PDA

View Full Version : Article about reading, published in a newspaper :)



Kyriakos
07-28-2014, 08:27 AM
I was later asked to prepare a second article, which in the end was also accepted and will be printed soon :D

And i translated the one already printed, if anyone feels like having a look at what it was about:


"Why would one read?



It is customary- and regarded as evidently correct- to encourage the reading of books. But what is the use of this, and is any benefit resulting from reading to be specified?


It appears that- much like on other matters as well- on the issue of reading books the process through which a reader shall form a more clear opinion about the value of that which he read is a gradual one, and the effect of conscious or unconscious comparison between his new readings and those of the past. In time he will be also developing a far more specific fondness for particular types of books. A new reader has not yet come to set his own axis of interest in regards to the sentences he is viewing by one author or another: in that he is much like a pupil in the elementary school years, who certainly has to first learn to draw lines, and may be very surprised by noticing the paradoxical forms of a spiral...


Reading, however, is not a responsibility which is forced on one by means of a threat that he may be graded negatively. Nor through an allusion to claims that a life lacking in reading is worthy of contempt. One reads- and continues to do so- on account of discovering thoughts which enrich him, or is drawn in the glowing light of a description which urges his memory and his own creation of an extension to what he just read.
Everyone seeks to express something, not only the writer of the lines, but also their reader. And it is the reader who often illuminates the text in his own manner which leads to the discovery of elements within that even its own author did not have consciously in his mind while forming those passages, but perhaps they can even be said to be more crucial as an understanding of what had been written.
One does read, in the end, not out of some will to learn of the views of the author, but (whether he realizes it or not) due to searching for his own private, deeper thoughts, and those hidden emotions which are now set in motion again by a part of the text. And while he is reading those bits, the text itself can seem as if it was in reality not a progression of lines, but a living archer who calls the reader to stand next to him, and now throws an easy-to-observe arrow so as to hit that one target which the reader had been looking for since so long ago... and perhaps having forgotten about it in the meantime.

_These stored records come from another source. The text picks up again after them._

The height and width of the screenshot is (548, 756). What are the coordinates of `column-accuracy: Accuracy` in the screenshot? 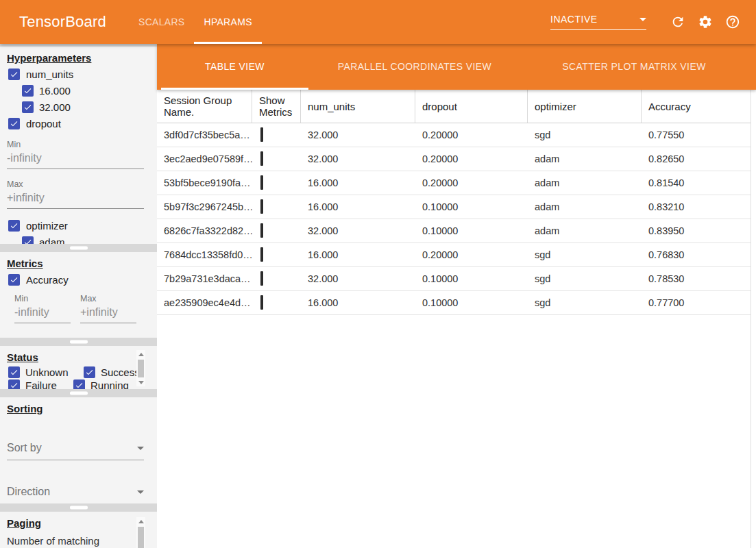 It's located at (696, 106).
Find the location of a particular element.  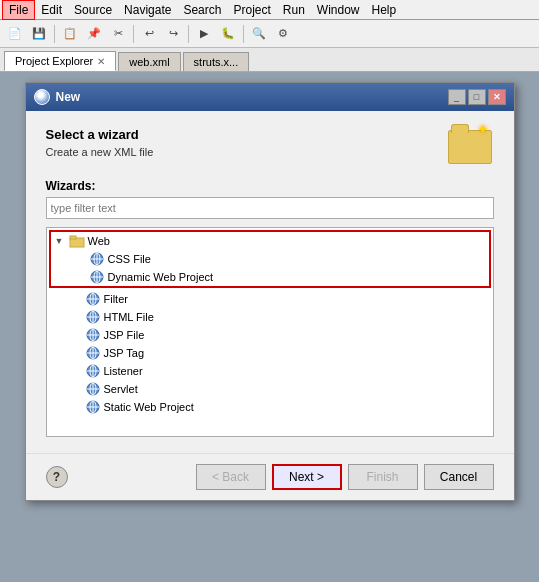

help-button: ? is located at coordinates (57, 477).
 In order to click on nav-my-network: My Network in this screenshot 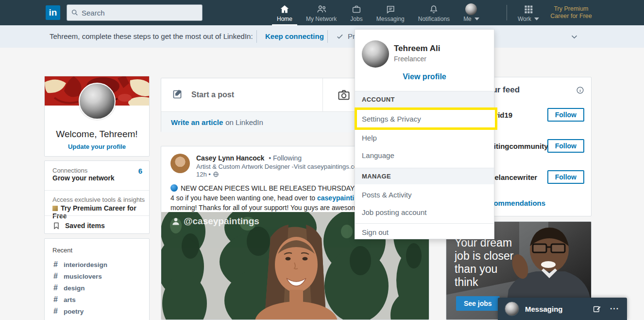, I will do `click(322, 13)`.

A book which is of importance to one is already providing him with a pleiad of abilities to ponder on everything he has up to now carried with him in his thoughts, up to this moment. As if he was walking up to that point always parallel to a high wall, but now has discovered a door on that barrier, it is very evidently the sensible conclusion that he would continue reading such a book: equally sensible as it would have been for the walker by the wall barrier to now approach all the more, and touch that gate which leads to other realms of his own, personal internal garden."